Bible Smuggler Back in Hong Kong

HONG KONG (AP) - A Hong Kong businessman convicted of smuggling Bibles into China returned to Hong Kong on Saturday after he was released from a Chinese prison.

A Hong Kong Security Bureau statement said Hong Kong officials have been in touch with Lai Kwong-keung's family after his return. It gave no other details.

Phone calls to Lai's wife in China and his Hong Kong church members went unanswered.

Beijing's official Xinhua News Agency said earlier that Lai would be released from prison but placed under surveillance to receive treatment for hepatitis B.

It said a court in the southeastern Chinese city of Fuqing ruled Saturday that Lai can serve at least part of his two-year sentence outside of prison because of his health, Xinhua said. The agency gave no indications that Lai would be returning to Hong Kong.

Lai was sentenced last month for bringing thousands of Bibles to a banned Chinese Christian group in May.

President Bush, who is to visit China later this month, expressed concern about Lai's case and asked the State Department to look into it.

Lai, 38, was convicted of illegally selling foreign publications inside China. But his arrest came during a crackdown on religious groups operating outside of Beijing's control.

China allows only state-monitored worship and is trying to crush independent groups that it says are a threat to Communist Party rule and public order. Members of the banned Falun Gong meditation group have been jailed for up to 13 years.

Lai, also known as Li Guangqiang, was detained last May after bringing 33,080 Bibles into China for a group known as the Shouters, which has a half million members in southeast China.

Lai was carrying a version of the Bible edited by a founder of the Shouters. That version is not authorized in China, where the Christian group was banned in 1995 as a cult.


→ Action item
Exactly as they appear, retype the lines from the one containing "Identify the location" through the final line of the data below. Leave pictures out.

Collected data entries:

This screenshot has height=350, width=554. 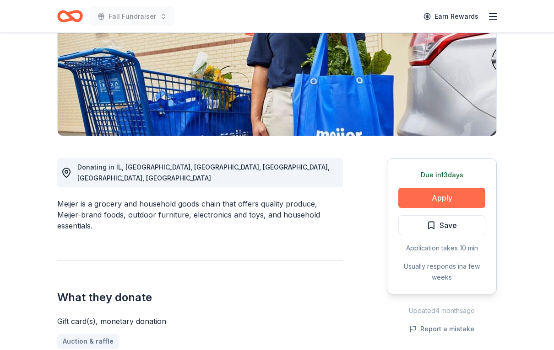 I want to click on div: Meijer is a grocery and household goods chain that offers quality produce, Meijer-brand foods, ou..., so click(x=200, y=215).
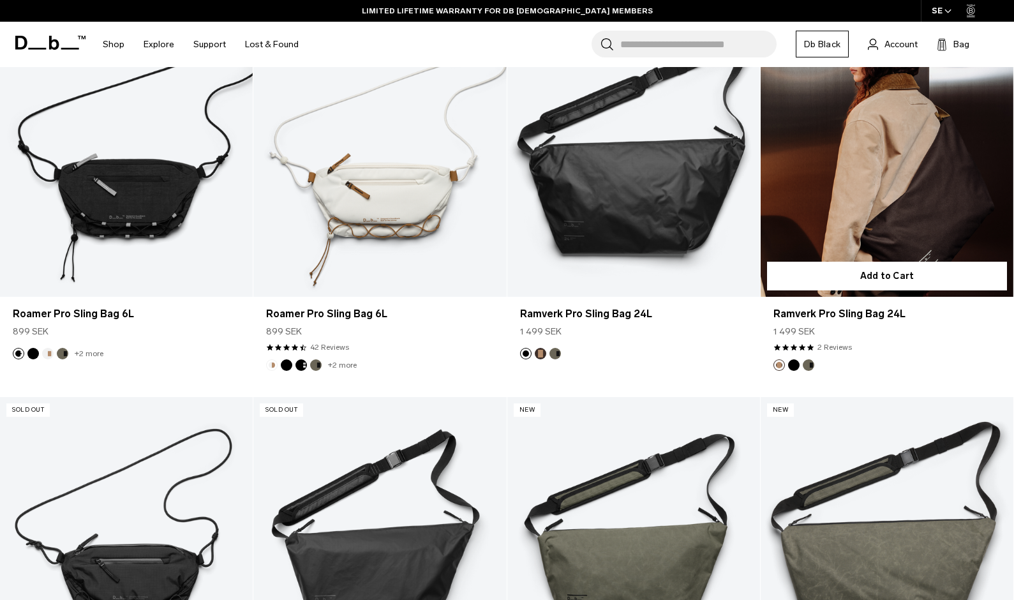 The height and width of the screenshot is (600, 1014). What do you see at coordinates (272, 44) in the screenshot?
I see `a: Lost & Found` at bounding box center [272, 44].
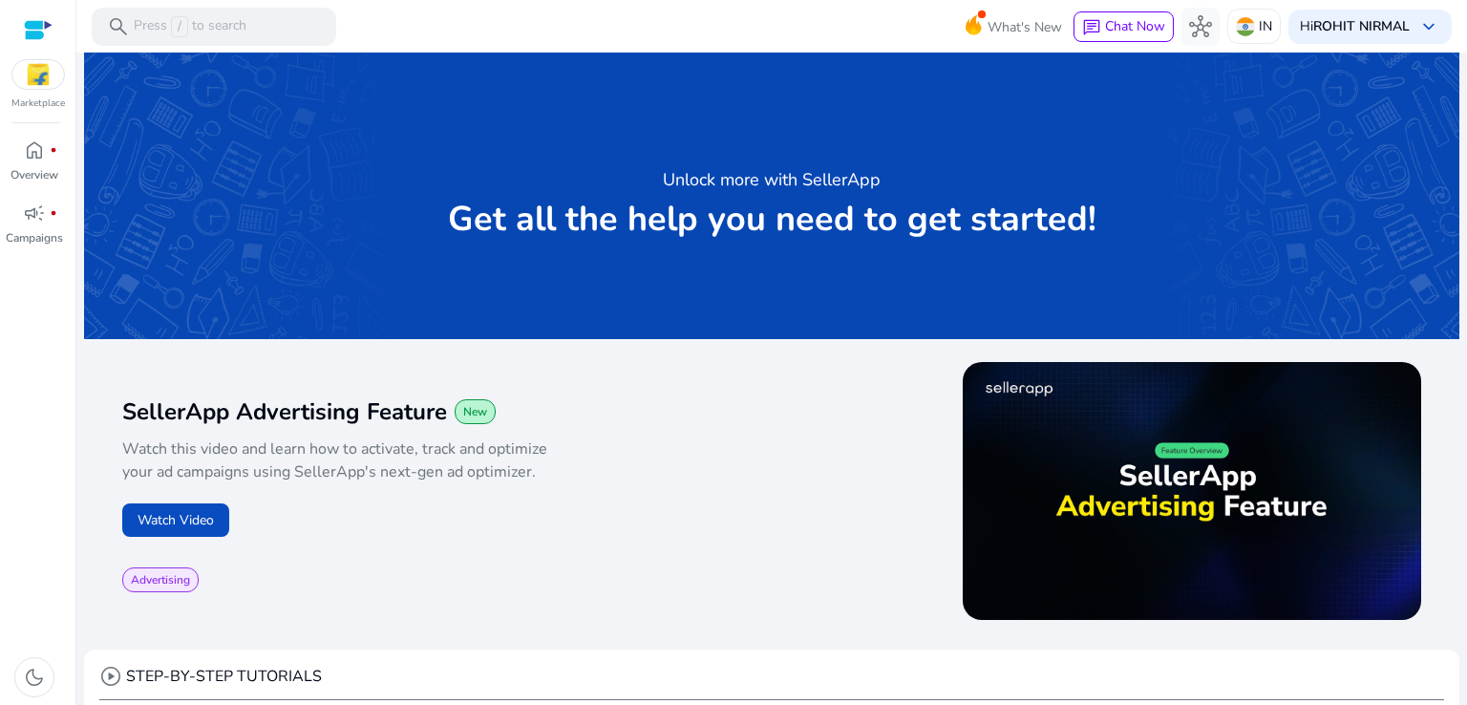 This screenshot has width=1467, height=705. What do you see at coordinates (190, 27) in the screenshot?
I see `p: Press to search` at bounding box center [190, 27].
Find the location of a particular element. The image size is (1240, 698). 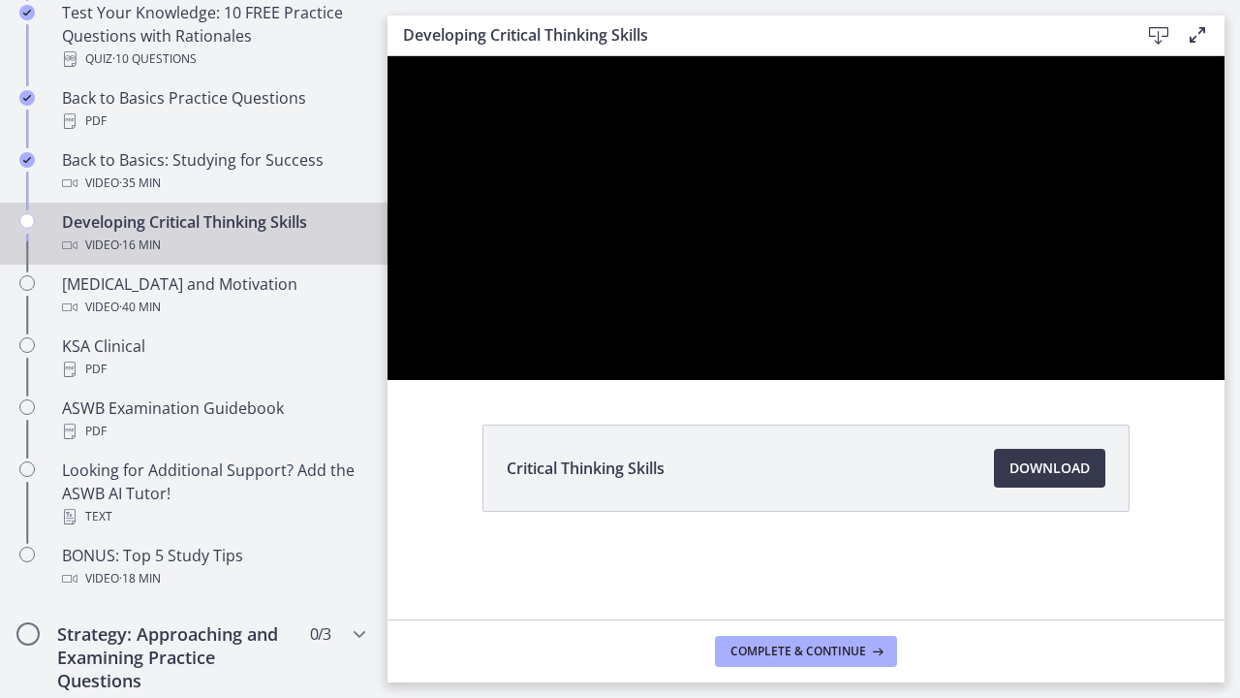

div: Developing Critical Thinking Skills is located at coordinates (213, 233).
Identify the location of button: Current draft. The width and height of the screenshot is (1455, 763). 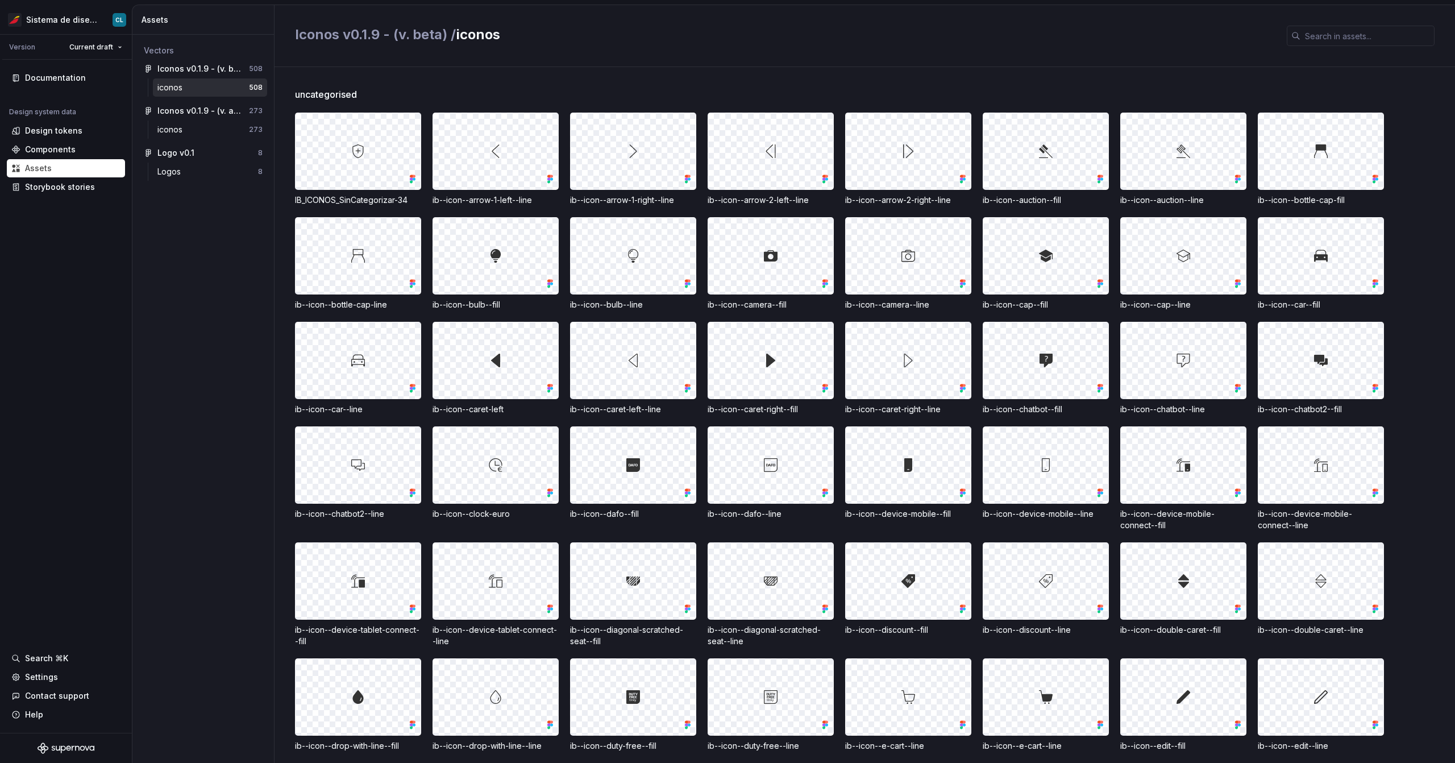
(96, 47).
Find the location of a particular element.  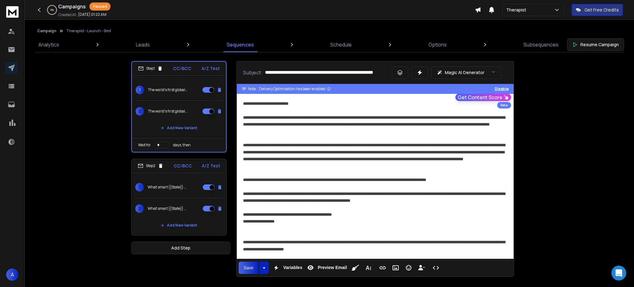

h1: Campaigns is located at coordinates (72, 7).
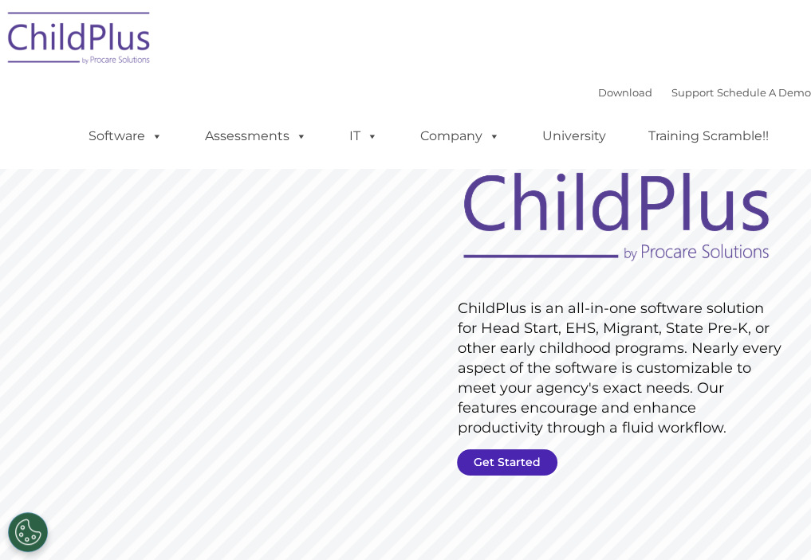 The image size is (811, 560). What do you see at coordinates (364, 136) in the screenshot?
I see `a: IT` at bounding box center [364, 136].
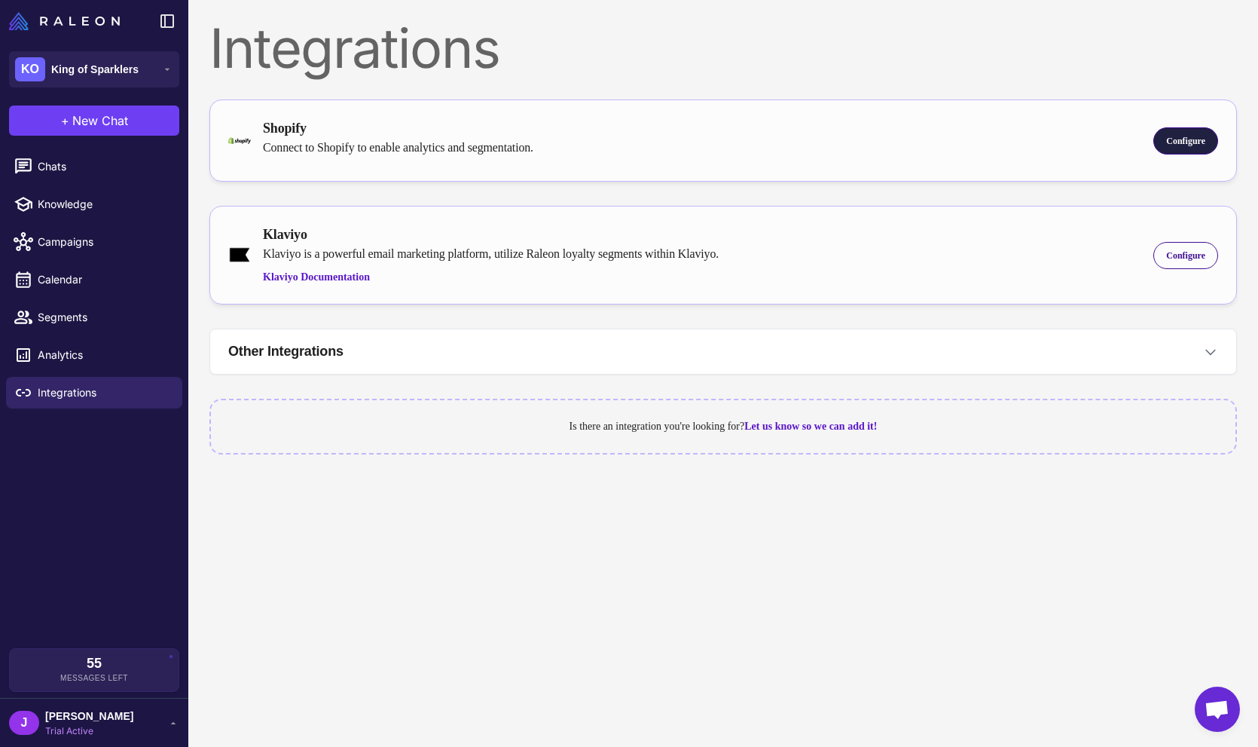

→ Solution below
Identify the location of button: Current draft. The width and height of the screenshot is (1455, 763). 
(96, 47).
Find the location of a particular element.  

h1: Campaigns is located at coordinates (72, 7).
 The image size is (811, 560). What do you see at coordinates (364, 136) in the screenshot?
I see `a: IT` at bounding box center [364, 136].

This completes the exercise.